Host Not Found / DNS Failure

This occurs when the domain or hostname used in the URI cannot be resolved by the DNS resolver. It typically means the domain doesn't exist, there's a typo in the hostname, or DNS is misconfigured.

This simulates a situation where the hostname doesn't exist or cannot be resolved.

import org.springframework.web.reactive.function.client.WebClient;
import org.springframework.web.reactive.function.client.WebClientRequestException;
import reactor.core.publisher.Mono;

public class DnsFailureExample {
    public static void main(String[] args) {
        WebClient webClient = WebClient.create();

        webClient.get()
                .uri("http://nonexistent-host-xyz123.internal/api/test")
                .retrieve()
                .bodyToMono(String.class)
                .doOnError(WebClientRequestException.class, ex -> {
                    System.out.println("DNS resolution failed: " + ex.getMessage());
                })
                .onErrorResume(WebClientRequestException.class, ex -> Mono.empty())
                .block();
    }
}

Connection Refused (Server Down or Port Closed)

The client resolves the host and attempts a connection, but no service is listening on the given port. This is common when:

  • The server crashed or hasn’t started.

  • The port is misconfigured.

  • The service has not bound properly on the expected interface.

Simulate when a service is not listening on the target port.

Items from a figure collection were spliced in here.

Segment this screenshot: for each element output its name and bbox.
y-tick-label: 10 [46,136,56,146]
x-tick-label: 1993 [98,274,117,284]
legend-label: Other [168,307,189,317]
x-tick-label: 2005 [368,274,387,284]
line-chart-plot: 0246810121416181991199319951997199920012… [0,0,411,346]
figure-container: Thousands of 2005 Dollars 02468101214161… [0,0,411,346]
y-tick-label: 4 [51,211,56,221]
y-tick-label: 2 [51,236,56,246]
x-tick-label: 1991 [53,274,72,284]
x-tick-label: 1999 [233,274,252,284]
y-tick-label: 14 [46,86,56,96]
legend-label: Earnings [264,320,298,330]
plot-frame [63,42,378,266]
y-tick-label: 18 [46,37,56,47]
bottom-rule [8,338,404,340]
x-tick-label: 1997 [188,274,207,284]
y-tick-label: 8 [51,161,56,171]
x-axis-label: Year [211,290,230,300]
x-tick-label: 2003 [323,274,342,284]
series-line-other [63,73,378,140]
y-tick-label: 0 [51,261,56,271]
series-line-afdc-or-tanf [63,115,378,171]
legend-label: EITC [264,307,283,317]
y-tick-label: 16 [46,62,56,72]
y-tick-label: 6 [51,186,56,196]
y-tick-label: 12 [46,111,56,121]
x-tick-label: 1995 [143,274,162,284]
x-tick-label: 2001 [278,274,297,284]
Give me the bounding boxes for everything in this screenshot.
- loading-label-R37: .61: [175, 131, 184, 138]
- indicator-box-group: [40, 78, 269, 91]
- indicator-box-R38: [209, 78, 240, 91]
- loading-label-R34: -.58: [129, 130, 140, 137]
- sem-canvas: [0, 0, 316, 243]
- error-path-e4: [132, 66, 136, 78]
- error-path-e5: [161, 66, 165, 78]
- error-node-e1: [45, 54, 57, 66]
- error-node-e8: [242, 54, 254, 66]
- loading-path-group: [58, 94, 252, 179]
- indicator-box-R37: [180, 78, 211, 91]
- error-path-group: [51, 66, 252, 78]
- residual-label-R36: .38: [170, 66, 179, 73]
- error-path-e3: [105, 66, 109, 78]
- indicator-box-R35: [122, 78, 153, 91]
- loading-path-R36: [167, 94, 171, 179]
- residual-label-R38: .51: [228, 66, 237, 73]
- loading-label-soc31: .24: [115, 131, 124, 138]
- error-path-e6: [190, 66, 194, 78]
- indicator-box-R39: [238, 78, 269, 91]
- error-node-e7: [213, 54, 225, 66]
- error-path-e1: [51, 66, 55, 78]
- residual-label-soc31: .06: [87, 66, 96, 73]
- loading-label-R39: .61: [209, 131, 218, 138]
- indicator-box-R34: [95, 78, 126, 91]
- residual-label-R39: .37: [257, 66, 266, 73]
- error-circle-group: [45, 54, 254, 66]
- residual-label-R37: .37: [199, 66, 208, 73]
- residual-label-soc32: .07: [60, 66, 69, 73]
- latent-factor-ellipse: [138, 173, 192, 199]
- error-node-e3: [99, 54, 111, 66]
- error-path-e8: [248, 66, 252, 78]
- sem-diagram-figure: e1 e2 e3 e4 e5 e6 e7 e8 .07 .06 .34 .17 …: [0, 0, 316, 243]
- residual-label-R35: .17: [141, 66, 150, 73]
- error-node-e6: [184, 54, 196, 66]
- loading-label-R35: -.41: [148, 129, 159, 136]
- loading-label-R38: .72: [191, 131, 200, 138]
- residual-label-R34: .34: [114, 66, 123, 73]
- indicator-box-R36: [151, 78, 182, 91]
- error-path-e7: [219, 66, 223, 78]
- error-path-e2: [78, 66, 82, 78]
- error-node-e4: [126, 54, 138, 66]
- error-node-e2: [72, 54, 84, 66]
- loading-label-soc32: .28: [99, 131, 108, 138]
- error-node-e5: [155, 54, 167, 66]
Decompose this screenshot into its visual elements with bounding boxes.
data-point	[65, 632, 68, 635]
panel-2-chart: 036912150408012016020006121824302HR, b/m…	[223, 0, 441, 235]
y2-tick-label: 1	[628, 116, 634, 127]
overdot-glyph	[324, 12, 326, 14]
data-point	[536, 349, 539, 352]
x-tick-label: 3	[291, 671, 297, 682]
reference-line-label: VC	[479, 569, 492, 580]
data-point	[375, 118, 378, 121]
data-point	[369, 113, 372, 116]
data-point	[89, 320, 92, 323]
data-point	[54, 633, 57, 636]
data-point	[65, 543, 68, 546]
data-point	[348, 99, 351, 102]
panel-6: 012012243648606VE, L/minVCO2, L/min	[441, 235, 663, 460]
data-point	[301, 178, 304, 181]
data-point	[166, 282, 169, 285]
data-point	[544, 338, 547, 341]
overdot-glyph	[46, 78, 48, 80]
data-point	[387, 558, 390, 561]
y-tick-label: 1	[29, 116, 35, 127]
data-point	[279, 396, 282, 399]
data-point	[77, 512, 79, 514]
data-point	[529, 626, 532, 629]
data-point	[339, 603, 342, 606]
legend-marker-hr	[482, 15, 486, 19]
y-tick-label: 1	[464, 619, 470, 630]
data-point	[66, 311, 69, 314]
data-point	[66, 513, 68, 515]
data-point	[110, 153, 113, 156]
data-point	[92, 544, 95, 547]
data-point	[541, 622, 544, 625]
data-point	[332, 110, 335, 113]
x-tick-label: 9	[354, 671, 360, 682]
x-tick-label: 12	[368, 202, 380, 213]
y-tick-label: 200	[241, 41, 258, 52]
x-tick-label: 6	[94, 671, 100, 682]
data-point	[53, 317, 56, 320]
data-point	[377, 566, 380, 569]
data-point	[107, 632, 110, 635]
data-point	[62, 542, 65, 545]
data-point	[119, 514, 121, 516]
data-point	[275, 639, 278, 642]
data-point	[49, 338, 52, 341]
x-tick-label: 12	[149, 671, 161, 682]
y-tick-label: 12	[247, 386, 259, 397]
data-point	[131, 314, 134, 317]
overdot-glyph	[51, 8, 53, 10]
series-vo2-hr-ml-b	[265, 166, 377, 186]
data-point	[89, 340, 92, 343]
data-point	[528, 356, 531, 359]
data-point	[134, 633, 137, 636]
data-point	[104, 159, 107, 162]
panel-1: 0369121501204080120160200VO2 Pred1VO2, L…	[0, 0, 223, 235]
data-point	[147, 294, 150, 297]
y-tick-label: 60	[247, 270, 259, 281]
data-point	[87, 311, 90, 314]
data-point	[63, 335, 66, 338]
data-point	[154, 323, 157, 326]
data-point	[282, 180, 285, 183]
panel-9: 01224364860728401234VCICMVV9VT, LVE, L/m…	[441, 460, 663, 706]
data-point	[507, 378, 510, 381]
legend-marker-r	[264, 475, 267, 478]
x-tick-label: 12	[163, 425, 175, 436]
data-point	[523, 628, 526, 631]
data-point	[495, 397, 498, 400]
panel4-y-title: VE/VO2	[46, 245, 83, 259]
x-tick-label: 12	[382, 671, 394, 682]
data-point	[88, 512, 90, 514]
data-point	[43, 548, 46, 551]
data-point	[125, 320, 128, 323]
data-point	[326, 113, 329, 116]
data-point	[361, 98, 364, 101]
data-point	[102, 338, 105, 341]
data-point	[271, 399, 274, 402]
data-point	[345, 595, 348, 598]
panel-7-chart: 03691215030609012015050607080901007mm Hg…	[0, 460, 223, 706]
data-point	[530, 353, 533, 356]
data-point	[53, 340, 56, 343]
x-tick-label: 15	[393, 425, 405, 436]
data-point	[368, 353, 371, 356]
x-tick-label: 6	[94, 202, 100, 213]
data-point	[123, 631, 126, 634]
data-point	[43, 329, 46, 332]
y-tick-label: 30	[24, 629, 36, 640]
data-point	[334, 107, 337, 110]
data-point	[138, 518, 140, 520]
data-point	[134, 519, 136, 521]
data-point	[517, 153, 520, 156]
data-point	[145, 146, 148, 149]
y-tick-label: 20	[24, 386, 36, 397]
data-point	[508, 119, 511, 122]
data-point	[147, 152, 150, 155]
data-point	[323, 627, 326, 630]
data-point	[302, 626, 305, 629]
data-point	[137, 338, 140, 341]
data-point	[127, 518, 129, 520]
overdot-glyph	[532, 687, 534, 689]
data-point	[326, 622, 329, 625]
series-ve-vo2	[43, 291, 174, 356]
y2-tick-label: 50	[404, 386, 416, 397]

import org.springframework.web.reactive.function.client.WebClient;
import org.springframework.web.reactive.function.client.WebClientRequestException;
import reactor.core.publisher.Mono;

public class ConnectionRefusedExample {
    public static void main(String[] args) {
        WebClient webClient = WebClient.create();

        webClient.get()
                .uri("http://localhost:9999/api/users") // Assuming port 9999 is closed
                .retrieve()
                .bodyToMono(String.class)
                .doOnError(WebClientRequestException.class, ex -> {
                    System.out.println("Connection refused: " + ex.getMessage());
                })
                .onErrorResume(WebClientRequestException.class, ex -> Mono.just("Fallback response"))
                .block();
    }
}

Connect Timeout

This occurs when the TCP handshake cannot be completed within a defined period. It is not the same as server slowness—it happens before the request is even sent.

We can simulate this by setting a very short timeout and targeting a delayed service.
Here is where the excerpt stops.